Harry Warden

Harry Warden
My Bloody Valentine character

Harry in the opening scene of My Bloody Valentine (1981)
Created by Stephen Miller
Portrayed by Peter Cowper
Classification Mass murderer
Signature weapon Pick axe

Harry Warden is a character from the My Bloody Valentine films. He appears in George Mihalka's My Bloody Valentine and Patrick Lussier's My Bloody Valentine 3D as one of the main antagonists. Despite the My Bloody Valentine films not launching a franchise, Harry Warden has gained a cult status in the horror genre despite only appearing in two films. In the films, the killers including Warden, presume the identity of The Miner.[1][2]

Appearances

Film

In the original My Bloody Valentine, Harry first appears inside a mine shaft, with a female miner that performs a strip tease and fondles with his breathing tube. Harry brutally kills her with a mining pick. When the town's police chief Jake Newby receives an anonymous box of Valentine chocolates containing a human heart and a note warning that murders will begin if the dance proceeds he checks the mental institution where Harry Warden was incarcerated, but they have no record of him. It is later revealed that the murders were done by the young miner Axel who witnessed his father (being one of the supervisors) being murdered by Harry Warden when he was a child and was since traumatized by the event ever since.

In My Bloody Valentine 3D, on the Valentine's Day of 1997, a cave-in on the north side of a Hanninger mine trapped six miners. Several days later, rescue teams found five dead miners and Harry Warden, who survived by killing the other miners with a pickaxe, allowing himself to breathe. Exactly one year later, Warden wakes from his coma in the hospital, and goes on a murderous rampage. Soon after, Sheriff Burke arrives, finding multiple mutilated bodies and the heart of a nurse inside a candy box. Burke assumes that Warden had awoken from his coma and attempts to figure out where he's headed. Meanwhile, a party is thrown at the abandoned mine shaft that was the site of the disaster, attended by many teens. After murdering several of the teens. Before he can murder Tom, the last teen in the mine, he is shot by Burke. Ten years later, murders begin happening again leading to speculation that Warden is back. It is revealed that Tom is the killer after developing a split personality from his encounter with Warden.

Reception

The character has been generally well received. Matt Molgaard of Horror Freak News praised the character saying:

"You know, it really doesn’t matter who sports the mask of the Miner: be it Harry Warden, Tom Hanniger, or Billy Crystal: it’s all about the sense of inescapable dread that sinks to the bottom of the stomach the moment that mask earns screen time. Of all the legendary masks horror freaks discuss on a regular basis (Myers, Voorhees, Ghostface, etc., etc.), this one is certainly one of the more frightening to behold. The odd thing is I can’t even fully explain why that is. Perhaps it is better that I don’t over-analyze things and just respect the Miner and his mask for what they are: kick ass, top notch additions to the genre! Don’t bypass the 2009 remake simply because you’re a purist: it’s awfully entertaining and sports one of the most awkward (therefore must-see) nude scenes I’ve seen in 31 years!"[3]

Matt Whitfield said:

"In addition to hairless cats, seafood buffets, and John Boehner, my biggest fears are serial killers, gas masks, and the threat of being trapped underground. Yet, for reasons I can't explain, I still chose to screen 1981's "My Bloody Valentine" -- which features a gas mask-sporting serial killer murdering teens in a mine shaft -- during a sleepover for my 13th birthday party. Needless to say, I didn't get any rest that night (nor did any of my guests), thanks to recurring visions of impaled bodies, the unnerving sound of distorted breathing ringing in my ears, and an overall feeling of claustrophobia (perhaps the suffocation factor had something to do with my sleeping bag, hmmm…). To this day, the Canadian slasher still scares the hell out of me (the 2009 remake, not so much), but I'm actually considering screening it once again, this time for my 33rd birthday party in a few weeks. Twenty years may have passed, but Harry Warden and his trusty pickax is still guaranteed to give me nightmares."[4]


Reply only with how many lines of the listing below hold the word "text".

********

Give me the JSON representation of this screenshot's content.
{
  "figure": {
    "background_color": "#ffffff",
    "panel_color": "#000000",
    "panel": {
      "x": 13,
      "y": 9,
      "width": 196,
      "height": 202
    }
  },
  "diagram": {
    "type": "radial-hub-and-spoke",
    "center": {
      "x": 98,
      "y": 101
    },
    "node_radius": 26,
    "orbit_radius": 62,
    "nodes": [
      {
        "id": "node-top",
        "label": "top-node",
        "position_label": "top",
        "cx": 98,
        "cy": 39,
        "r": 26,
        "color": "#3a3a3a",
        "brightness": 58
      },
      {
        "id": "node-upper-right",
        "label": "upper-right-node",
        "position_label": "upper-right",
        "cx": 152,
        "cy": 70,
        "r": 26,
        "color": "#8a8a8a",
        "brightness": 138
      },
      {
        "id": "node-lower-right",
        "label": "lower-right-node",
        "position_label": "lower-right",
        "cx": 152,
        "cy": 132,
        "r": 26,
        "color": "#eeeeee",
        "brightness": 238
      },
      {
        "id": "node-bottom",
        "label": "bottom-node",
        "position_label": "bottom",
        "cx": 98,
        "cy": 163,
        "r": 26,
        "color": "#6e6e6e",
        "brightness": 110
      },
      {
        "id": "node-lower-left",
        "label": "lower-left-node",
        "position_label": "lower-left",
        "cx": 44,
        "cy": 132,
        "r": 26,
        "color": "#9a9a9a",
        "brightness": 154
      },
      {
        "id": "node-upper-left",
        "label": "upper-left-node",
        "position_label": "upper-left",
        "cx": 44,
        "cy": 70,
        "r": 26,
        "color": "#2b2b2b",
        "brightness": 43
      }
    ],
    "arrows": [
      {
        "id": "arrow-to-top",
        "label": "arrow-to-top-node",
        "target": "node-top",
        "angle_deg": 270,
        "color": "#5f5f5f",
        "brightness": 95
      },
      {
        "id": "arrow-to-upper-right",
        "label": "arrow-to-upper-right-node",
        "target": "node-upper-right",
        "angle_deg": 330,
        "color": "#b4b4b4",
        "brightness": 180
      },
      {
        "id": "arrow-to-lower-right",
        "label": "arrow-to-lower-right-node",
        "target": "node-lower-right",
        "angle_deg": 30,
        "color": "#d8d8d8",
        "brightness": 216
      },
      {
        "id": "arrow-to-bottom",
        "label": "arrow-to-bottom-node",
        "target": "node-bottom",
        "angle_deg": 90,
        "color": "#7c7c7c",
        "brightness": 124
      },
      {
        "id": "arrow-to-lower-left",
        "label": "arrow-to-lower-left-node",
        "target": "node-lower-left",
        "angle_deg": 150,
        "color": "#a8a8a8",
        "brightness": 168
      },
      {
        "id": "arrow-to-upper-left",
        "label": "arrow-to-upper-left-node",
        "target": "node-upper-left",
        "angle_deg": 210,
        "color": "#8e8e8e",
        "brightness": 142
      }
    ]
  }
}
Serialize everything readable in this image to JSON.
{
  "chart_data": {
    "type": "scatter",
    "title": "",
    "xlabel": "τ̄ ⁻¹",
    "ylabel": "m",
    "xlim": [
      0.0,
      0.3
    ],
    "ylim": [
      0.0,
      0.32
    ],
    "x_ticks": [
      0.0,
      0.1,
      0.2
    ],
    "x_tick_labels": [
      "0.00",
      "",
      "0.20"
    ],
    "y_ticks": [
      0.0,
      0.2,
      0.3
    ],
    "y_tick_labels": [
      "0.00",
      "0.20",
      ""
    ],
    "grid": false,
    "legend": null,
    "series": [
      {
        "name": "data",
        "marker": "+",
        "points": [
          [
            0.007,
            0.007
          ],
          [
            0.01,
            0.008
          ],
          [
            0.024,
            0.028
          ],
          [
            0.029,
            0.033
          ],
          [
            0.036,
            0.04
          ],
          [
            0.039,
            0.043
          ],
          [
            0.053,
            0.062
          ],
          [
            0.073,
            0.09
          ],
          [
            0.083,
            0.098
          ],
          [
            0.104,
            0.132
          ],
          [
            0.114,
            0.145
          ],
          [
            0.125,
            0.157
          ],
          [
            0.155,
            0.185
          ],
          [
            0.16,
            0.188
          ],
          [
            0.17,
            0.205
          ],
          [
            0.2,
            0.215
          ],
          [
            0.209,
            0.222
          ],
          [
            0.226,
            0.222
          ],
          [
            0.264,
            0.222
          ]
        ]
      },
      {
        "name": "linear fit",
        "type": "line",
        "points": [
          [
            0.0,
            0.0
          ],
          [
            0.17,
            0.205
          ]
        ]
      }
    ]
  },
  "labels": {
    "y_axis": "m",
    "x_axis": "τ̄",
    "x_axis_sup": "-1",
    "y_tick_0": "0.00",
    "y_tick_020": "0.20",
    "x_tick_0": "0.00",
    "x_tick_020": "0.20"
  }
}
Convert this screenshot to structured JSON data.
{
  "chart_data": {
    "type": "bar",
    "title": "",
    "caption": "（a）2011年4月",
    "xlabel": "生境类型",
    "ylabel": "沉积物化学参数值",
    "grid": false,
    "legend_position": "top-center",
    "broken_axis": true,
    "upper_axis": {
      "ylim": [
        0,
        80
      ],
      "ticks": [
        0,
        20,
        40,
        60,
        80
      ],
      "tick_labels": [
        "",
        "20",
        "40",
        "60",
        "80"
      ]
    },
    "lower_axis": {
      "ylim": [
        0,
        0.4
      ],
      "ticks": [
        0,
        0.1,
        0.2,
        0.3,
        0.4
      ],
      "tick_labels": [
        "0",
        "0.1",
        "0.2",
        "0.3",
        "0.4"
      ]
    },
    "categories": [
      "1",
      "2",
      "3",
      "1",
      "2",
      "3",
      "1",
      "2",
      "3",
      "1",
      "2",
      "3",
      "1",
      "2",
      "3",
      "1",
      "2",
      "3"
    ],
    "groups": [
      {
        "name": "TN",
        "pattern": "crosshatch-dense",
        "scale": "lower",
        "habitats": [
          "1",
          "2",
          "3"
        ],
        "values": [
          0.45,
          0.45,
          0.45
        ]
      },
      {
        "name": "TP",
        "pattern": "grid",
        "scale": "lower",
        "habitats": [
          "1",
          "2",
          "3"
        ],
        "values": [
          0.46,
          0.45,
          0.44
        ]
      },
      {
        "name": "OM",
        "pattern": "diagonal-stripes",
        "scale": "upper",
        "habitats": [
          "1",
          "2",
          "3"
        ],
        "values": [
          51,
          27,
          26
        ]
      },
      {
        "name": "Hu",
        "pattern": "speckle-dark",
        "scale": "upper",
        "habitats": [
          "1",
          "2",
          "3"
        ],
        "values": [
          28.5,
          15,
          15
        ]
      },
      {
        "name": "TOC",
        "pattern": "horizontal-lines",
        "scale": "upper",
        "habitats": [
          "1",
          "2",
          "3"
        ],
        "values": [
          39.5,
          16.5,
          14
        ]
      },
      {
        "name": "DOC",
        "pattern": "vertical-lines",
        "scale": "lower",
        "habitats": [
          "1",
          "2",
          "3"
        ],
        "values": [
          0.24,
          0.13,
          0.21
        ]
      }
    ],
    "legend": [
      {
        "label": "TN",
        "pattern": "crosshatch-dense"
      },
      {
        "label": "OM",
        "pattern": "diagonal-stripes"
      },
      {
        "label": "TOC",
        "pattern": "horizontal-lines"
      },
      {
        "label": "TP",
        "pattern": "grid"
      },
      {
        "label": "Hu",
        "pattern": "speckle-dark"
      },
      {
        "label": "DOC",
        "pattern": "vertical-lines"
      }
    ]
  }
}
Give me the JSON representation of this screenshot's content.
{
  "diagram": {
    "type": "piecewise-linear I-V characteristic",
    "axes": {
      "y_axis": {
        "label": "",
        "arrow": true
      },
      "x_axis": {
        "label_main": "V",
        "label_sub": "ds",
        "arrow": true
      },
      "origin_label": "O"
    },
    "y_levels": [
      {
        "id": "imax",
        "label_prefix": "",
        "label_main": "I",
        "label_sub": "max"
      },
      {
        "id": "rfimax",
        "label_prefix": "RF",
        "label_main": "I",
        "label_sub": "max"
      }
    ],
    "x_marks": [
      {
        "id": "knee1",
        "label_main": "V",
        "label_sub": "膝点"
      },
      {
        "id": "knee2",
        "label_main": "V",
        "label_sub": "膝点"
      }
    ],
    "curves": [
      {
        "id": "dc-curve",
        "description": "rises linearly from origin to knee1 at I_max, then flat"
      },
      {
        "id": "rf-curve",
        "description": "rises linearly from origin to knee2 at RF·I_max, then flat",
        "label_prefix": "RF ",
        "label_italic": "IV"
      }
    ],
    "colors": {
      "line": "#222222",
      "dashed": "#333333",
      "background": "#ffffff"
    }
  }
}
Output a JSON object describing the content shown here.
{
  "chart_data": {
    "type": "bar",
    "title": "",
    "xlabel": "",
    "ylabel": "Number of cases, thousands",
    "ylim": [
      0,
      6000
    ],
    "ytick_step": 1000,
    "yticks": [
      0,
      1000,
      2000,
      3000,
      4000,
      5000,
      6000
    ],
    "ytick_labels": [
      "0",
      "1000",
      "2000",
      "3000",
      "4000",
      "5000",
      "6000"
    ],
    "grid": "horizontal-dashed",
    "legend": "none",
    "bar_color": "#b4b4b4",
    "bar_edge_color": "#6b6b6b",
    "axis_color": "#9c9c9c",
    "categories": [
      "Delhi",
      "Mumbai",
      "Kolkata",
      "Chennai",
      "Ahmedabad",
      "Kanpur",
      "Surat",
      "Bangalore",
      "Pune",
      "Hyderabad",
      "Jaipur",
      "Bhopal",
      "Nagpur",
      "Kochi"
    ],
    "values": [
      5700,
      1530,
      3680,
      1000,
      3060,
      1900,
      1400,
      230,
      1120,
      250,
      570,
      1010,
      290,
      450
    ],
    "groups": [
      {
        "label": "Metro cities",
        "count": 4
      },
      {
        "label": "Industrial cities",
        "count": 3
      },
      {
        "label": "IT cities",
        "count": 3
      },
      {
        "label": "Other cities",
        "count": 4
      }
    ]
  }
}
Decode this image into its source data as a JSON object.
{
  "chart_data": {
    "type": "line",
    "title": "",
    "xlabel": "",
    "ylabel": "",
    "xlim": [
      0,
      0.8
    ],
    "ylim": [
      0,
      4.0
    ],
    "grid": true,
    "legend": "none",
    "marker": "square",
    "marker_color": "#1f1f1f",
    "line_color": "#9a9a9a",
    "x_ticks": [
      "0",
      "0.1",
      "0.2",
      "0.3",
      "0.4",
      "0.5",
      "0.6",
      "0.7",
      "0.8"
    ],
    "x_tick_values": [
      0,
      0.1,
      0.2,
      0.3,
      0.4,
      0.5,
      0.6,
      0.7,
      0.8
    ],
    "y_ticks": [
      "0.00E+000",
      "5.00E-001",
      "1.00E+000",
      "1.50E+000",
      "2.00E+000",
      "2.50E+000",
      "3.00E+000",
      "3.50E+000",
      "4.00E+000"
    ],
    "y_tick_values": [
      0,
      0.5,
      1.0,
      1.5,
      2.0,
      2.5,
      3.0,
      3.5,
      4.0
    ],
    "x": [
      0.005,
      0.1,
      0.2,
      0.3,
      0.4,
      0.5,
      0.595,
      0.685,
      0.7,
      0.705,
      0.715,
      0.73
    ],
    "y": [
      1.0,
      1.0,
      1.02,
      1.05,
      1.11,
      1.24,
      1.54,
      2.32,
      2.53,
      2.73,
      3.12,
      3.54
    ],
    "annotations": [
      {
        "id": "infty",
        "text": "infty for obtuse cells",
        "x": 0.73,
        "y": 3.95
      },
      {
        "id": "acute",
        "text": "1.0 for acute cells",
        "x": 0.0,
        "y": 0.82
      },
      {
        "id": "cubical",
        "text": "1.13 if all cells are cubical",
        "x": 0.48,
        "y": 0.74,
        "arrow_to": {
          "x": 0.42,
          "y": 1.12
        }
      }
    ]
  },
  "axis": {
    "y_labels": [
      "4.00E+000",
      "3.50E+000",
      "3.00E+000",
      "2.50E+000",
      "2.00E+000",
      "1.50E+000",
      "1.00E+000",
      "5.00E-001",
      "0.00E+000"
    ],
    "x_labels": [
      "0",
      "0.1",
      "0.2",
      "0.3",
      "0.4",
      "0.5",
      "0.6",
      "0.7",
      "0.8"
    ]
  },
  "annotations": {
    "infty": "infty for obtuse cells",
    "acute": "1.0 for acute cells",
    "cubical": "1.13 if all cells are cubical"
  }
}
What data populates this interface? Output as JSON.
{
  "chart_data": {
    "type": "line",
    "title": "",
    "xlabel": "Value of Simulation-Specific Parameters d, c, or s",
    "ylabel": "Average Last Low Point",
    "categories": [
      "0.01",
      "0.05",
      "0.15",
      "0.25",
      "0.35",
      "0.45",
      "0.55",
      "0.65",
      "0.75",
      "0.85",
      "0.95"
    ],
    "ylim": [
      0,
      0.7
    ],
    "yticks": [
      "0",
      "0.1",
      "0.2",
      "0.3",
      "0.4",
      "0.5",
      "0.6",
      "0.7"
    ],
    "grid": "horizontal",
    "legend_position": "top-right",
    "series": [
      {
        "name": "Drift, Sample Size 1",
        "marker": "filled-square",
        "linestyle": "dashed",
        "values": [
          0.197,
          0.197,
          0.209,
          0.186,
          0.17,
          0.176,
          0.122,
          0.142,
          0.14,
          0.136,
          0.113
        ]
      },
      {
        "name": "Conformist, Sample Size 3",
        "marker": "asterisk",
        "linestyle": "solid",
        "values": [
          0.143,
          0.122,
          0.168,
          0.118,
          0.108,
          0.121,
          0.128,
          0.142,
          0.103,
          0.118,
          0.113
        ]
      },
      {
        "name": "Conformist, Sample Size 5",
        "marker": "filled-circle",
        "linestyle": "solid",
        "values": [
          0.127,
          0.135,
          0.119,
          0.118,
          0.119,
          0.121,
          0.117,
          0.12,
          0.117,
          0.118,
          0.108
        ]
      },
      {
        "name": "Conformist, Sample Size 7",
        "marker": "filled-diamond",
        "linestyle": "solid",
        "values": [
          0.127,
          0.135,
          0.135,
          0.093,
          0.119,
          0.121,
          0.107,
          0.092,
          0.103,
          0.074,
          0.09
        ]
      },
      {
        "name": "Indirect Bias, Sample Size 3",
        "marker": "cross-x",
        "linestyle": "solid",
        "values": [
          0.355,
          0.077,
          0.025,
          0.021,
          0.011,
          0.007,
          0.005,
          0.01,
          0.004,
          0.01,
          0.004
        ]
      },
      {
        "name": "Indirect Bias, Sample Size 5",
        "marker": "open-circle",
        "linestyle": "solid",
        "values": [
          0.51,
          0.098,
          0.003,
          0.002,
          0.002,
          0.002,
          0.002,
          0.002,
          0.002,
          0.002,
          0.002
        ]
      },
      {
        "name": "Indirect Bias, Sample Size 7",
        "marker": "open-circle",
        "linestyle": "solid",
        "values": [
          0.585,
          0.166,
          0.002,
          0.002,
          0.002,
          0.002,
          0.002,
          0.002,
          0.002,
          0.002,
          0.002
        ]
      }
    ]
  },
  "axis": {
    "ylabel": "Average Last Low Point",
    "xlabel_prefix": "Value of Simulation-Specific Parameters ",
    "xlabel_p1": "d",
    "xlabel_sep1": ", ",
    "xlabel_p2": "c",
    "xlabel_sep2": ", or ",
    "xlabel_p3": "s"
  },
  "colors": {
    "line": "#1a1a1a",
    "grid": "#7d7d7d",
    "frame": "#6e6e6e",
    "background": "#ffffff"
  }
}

********

Result for this task:
3